Stomachs for Empathy simulation explores hunger, social classes

They could either give up their extra food or beg the upper class for a meal. This was one of the scenarios Marshall University students faced Wednesday, during a simulation at the Hunger Banquet hosted by Student Affairs.

“It was really heartbreaking,” said Emilie Christenberry, a sophomore criminal justice major who participated in the simulation.

Flyers for the Hunger Banquet sported the phrase “Stomachs for Empathy” and promised free food and university excused absences to all who attended the event in Marco’s in the basement of the Memorial Student Center.

Students were encouraged to “come hungry” because they would be leaving “full,” but it was not the meal that was intended to appease their appetite— it was reality.

Students were given colored slips of paper when they entered the room, which dictated which “class” they’d be seated with during the “meal.”

Some slips contained a name and short biography that would play into the event’s scenarios. Some students lost money, some moved up the social ladder and others “died” from hunger.

The upper class enjoyed fine dining at the head of the room, while the lower class sat amongst trash behind a rickety fence where a crow watched their every move, as if waiting for them to move onto the graveyard in the back corner.

“I wasn’t even sure what it was when I came over here,” said Brittany Davis, a graduate student getting her doctorate in psychology.

Once she saw the screens, which displayed images and facts about world hunger, Davis said she caught on to what was happening.

“I ended up being adopted from poverty and not dying,” Davis said.

Christenberry teared up as she reached through the fence to offer a burrito to her friend in the lower class.

 “I don’t want them to beg me for food,” Christenberrry said.

Representatives from Harmony House and the Huntington City Mission set up outside of the banquet to answer students’ questions at the end and to offer information to those interested in volunteering. Dry food donations were also accepted.

“I feel like that everybody should be willing to be helpful and to help others,” Christenberry said.

“I think that it’s important that there are other people around you that need your help and that you should just be kind always.”

The event was hosted in part with OXFAM America Hunger Banquet as part of Unity Month at Marshall.

Makaylah Wheeler can be contacted at w[email protected].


Aim of the exercise: From the entries that follow, gather each line holding the word "chart".

Dataset entries:
● ● ● ● ● ● ●
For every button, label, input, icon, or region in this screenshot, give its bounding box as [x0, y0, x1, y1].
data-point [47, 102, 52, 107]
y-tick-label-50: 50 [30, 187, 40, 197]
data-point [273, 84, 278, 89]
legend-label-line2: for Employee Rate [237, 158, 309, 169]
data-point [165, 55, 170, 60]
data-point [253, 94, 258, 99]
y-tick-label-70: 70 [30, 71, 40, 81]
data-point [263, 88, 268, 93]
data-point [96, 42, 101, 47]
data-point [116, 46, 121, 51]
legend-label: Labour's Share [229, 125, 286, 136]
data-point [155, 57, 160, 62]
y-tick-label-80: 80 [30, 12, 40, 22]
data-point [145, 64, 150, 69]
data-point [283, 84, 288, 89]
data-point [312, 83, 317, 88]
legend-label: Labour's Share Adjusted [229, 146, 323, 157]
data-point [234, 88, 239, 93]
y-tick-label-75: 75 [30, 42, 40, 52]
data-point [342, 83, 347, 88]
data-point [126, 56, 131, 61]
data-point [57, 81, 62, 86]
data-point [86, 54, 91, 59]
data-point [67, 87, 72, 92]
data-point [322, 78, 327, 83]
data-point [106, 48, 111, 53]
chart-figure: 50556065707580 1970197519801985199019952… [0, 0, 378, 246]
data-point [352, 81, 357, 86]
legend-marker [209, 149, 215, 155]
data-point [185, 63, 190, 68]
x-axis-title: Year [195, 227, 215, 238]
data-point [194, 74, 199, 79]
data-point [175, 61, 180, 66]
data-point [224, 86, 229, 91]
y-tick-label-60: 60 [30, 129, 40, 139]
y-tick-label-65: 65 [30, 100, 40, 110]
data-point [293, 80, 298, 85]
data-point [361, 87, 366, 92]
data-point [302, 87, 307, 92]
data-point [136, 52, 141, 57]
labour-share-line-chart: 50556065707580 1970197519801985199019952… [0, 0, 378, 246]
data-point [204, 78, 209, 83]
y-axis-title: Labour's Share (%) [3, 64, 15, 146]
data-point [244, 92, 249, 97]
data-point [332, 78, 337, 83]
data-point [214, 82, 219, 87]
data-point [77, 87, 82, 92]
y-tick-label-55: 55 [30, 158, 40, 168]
● ● ● ● ● ● ●
Solved problem:
chart-figure: 50556065707580 1970197519801985199019952… [0, 0, 378, 246]
labour-share-line-chart: 50556065707580 1970197519801985199019952… [0, 0, 378, 246]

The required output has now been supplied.